The Bestiary has been updated! A little bit. I tweaked a few rules for a few creatures based on creature profiles from Realms of Terrinoth, and added a couple new creatures (skeletons and skeleton warriors, and the viscid cube). I'll be adding more creatures to this soon, just been working on other stuff.

20 hours ago, Direach said:

The Bestiary has been updated! A little bit. I tweaked a few rules for a few creatures based on creature profiles from Realms of Terrinoth, and added a couple new creatures (skeletons and skeleton warriors, and the viscid cube). I'll be adding more creatures to this soon, just been working on other stuff.

Excellent, I love "incorporating" other people's ideas :)

This is great, nice work! My only suggestion would be that you check out the Massive X trait, for especially large creatures (Sil 5+, let's say) or fantastically powerful creatures like dragons. When I used exceptional creatures in Star Wars, I would typically give them Massive 1, if they didn't already have it. Massive increases the Crit Rating of all attacks against the creature by it's rating. Very useful for preventing crit-farming PCs from demolishing a big scary dragon in one round ?

1 hour ago, MordSith said:

This is great, nice work! My only suggestion would be that you check out the Massive X trait, for especially large creatures (Sil 5+, let's say) or fantastically powerful creatures like dragons. When I used exceptional creatures in Star Wars, I would typically give them Massive 1, if they didn't already have it. Massive increases the Crit Rating of all attacks against the creature by it's rating. Very useful for preventing crit-farming PCs from demolishing a big scary dragon in one round ?

I am fine with the Massive trait, and may end up using it occasionally, but since it's not currently part of the Genesys system (though it does appear in the Star Wars line), I don't plan to integrate it into the bestiary. That said, I certainly encourage anyone using these creatures to modify them however they see fit to best serve their game.
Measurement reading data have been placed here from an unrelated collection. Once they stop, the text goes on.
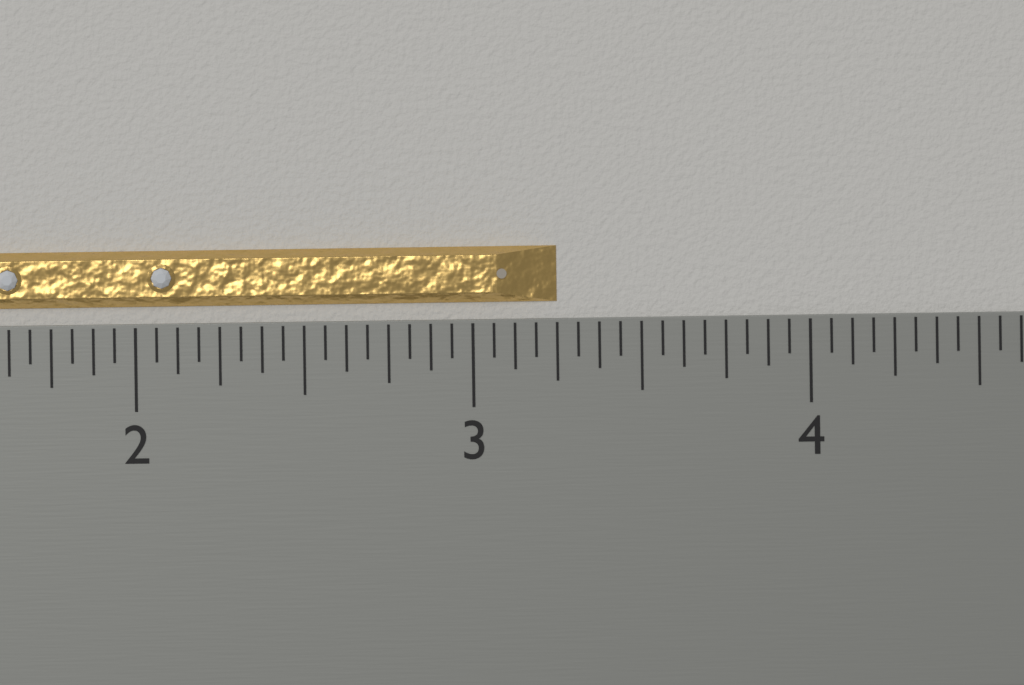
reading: 3.2500 inch
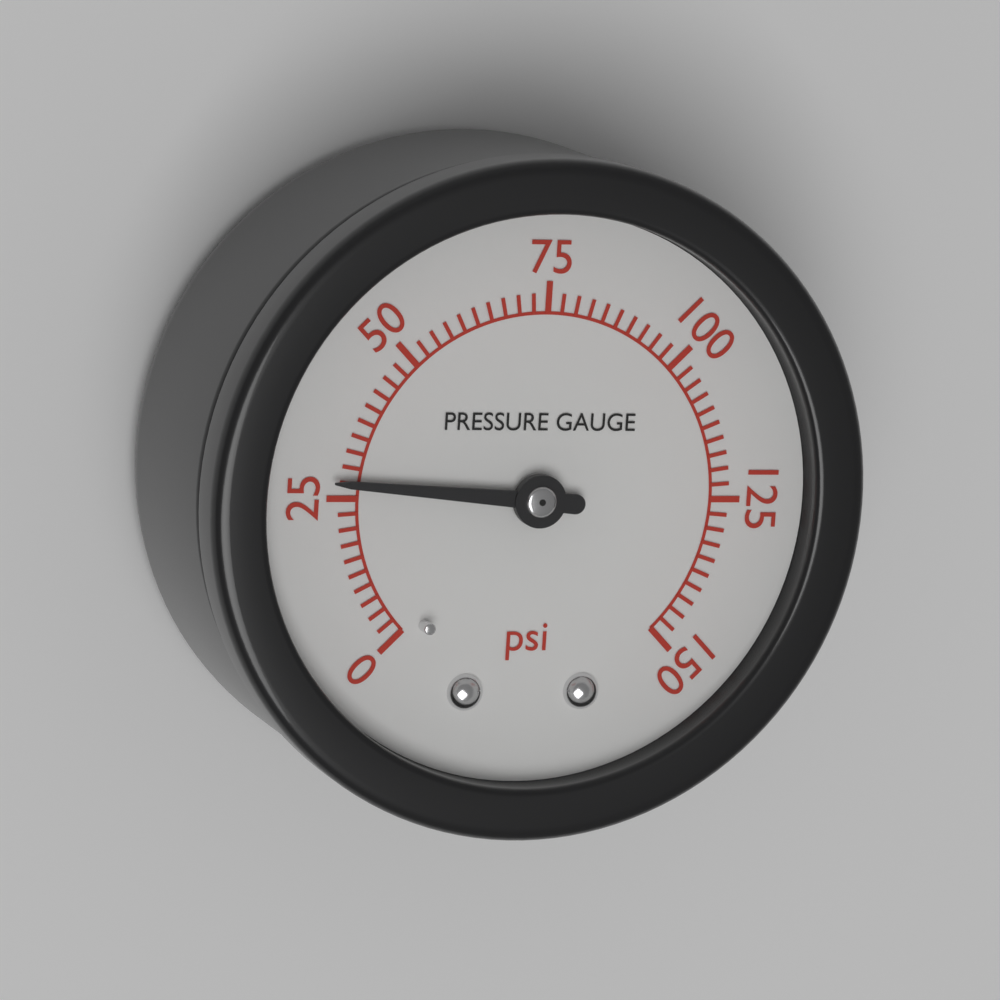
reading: 27.5 psi
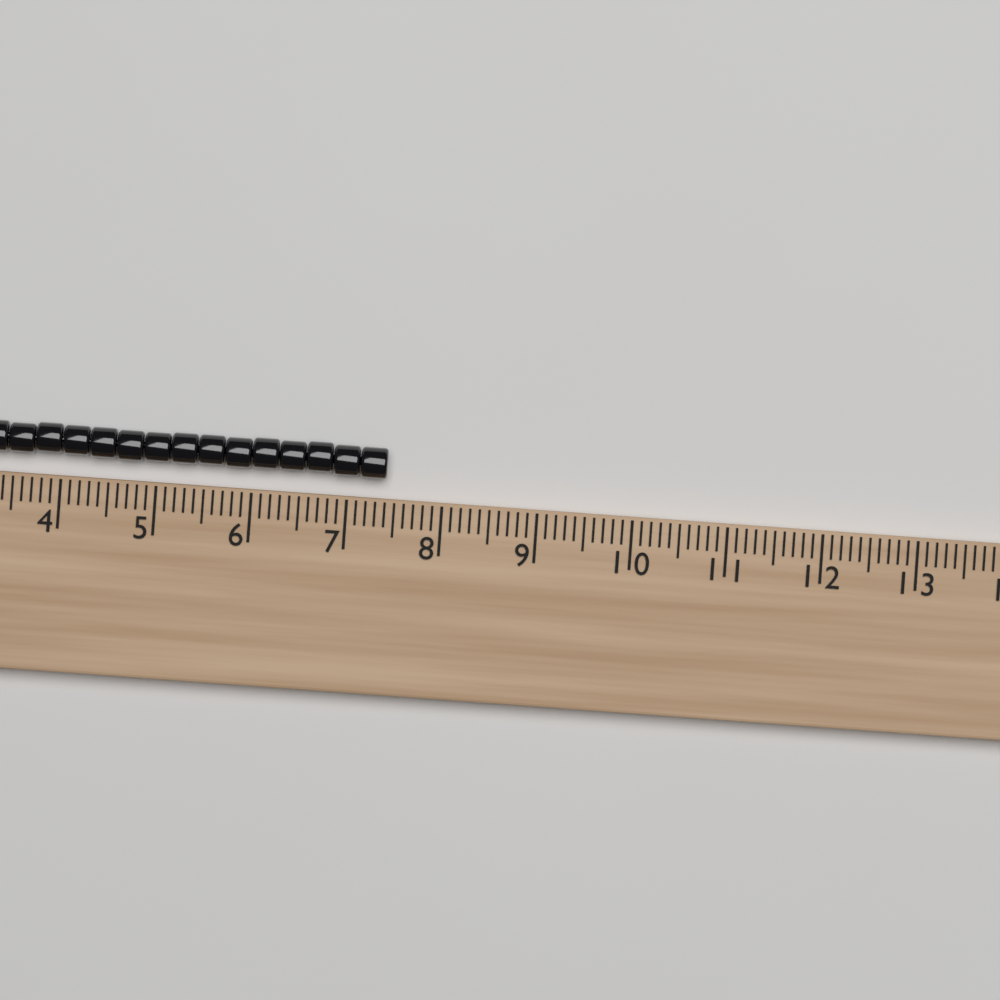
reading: 7.4 (no unit)
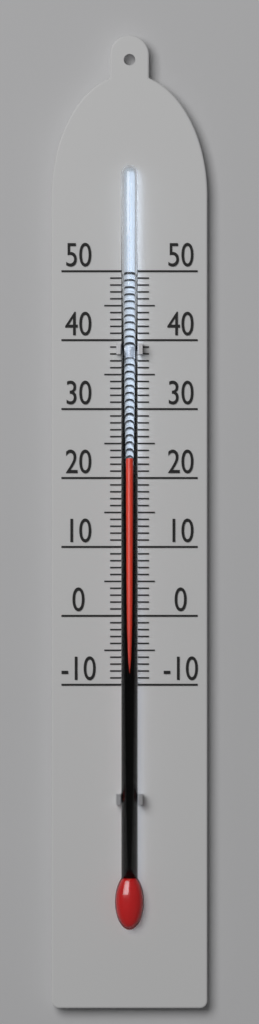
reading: 23 (no unit)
Bestiary is updated! Added a whole section of giants, and a number of new creatures, including winter wolves, hellhounds, stirges (both minions and swarm), scarabs, skeletons, will o' wisps, and some giant beetles! I plan to continue updating the bestiary over the next few weeks, including sections for golems, demons, and (finally) dragons!

12 hours ago, Direach said:

Bestiary is updated! Added a whole section of giants, and a number of new creatures, including winter wolves, hellhounds, stirges (both minions and swarm), scarabs, skeletons, will o' wisps, and some giant beetles! I plan to continue updating the bestiary over the next few weeks, including sections for golems, demons, and (finally) dragons!
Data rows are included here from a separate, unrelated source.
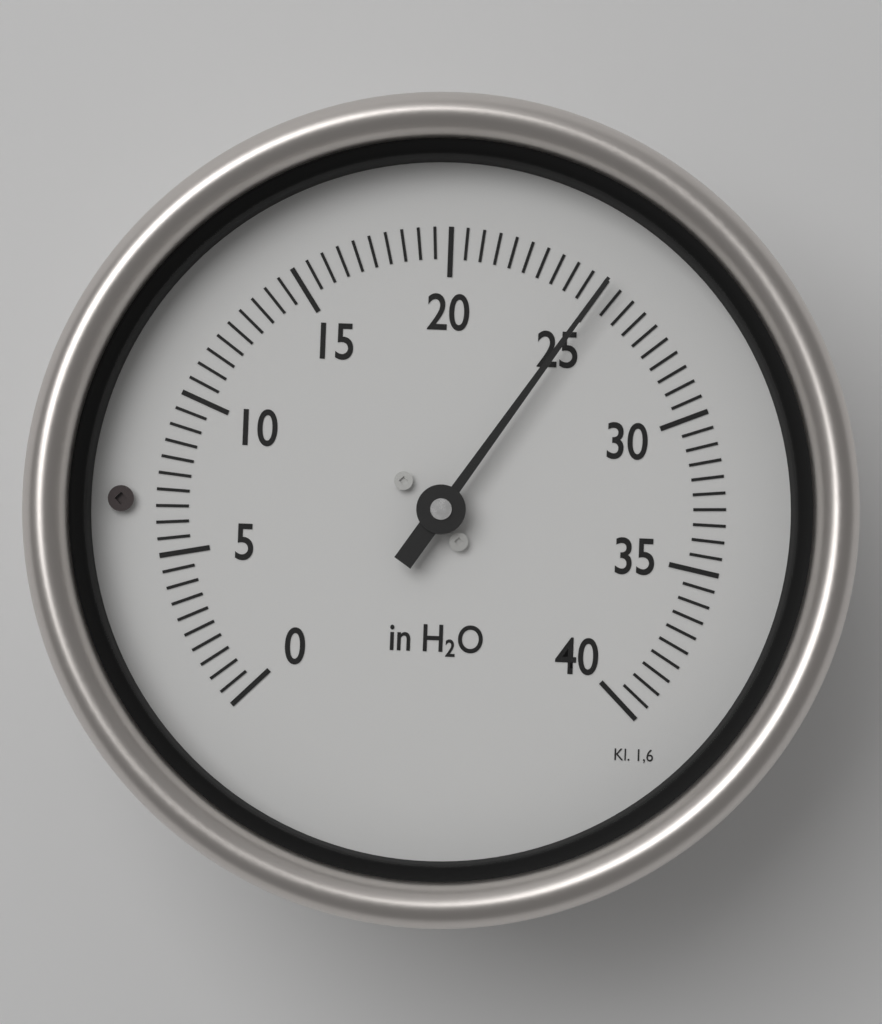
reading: 25.0 in H2O
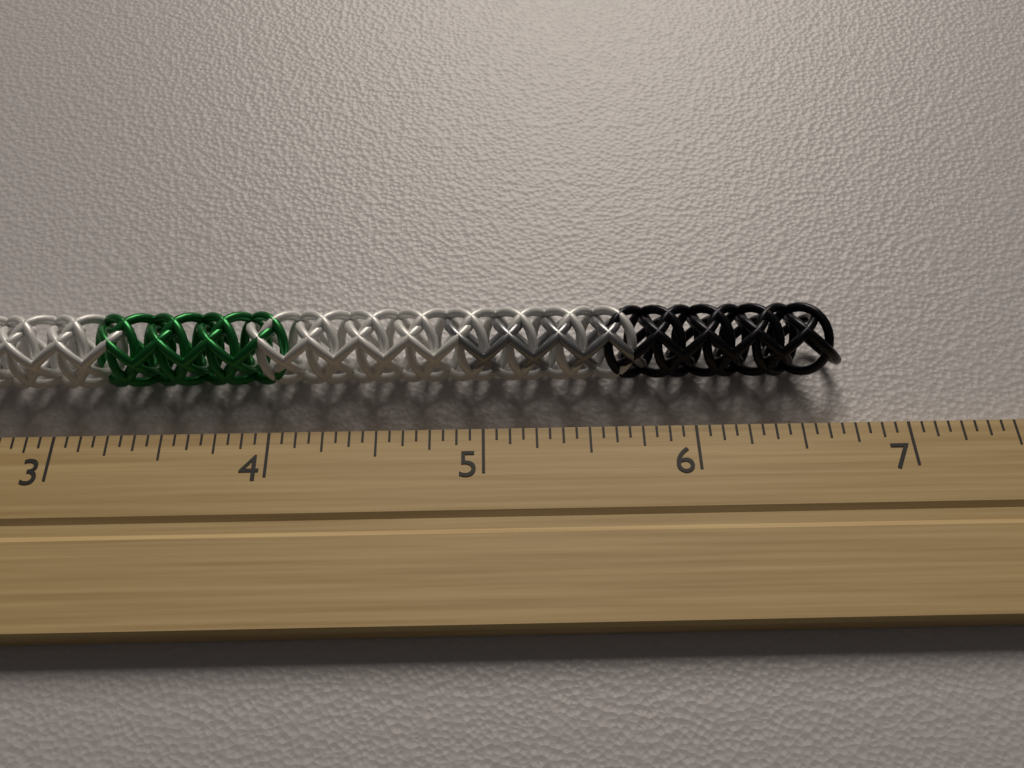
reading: 6.7500 inch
awesome! Just in time for my game tomorrow :)

I have PDF skills, if you need attractive layout and formatting.

6 hours ago, lecudas said:

I have PDF skills, if you need attractive layout and formatting.

It's still a continuing work in progress, and I'm in a mood to do a bunch of work on it, so a PDF would have to be updated constantly. Me personally, I don't really care much about the formatting as long as it's legible, but if you want to spruce it up, I'd be glad to put a PDF of it in the folder as well!

Bestiary/Creature Catalogue is updated with golems, chimera, gargoyles, vampires, a reanimated hand, the dreaded hullathoin, and some minor tweaks to formatting and a few existing entries. Plus a note at the top about Apex Nemeses, the worst of the worst. More to come soon!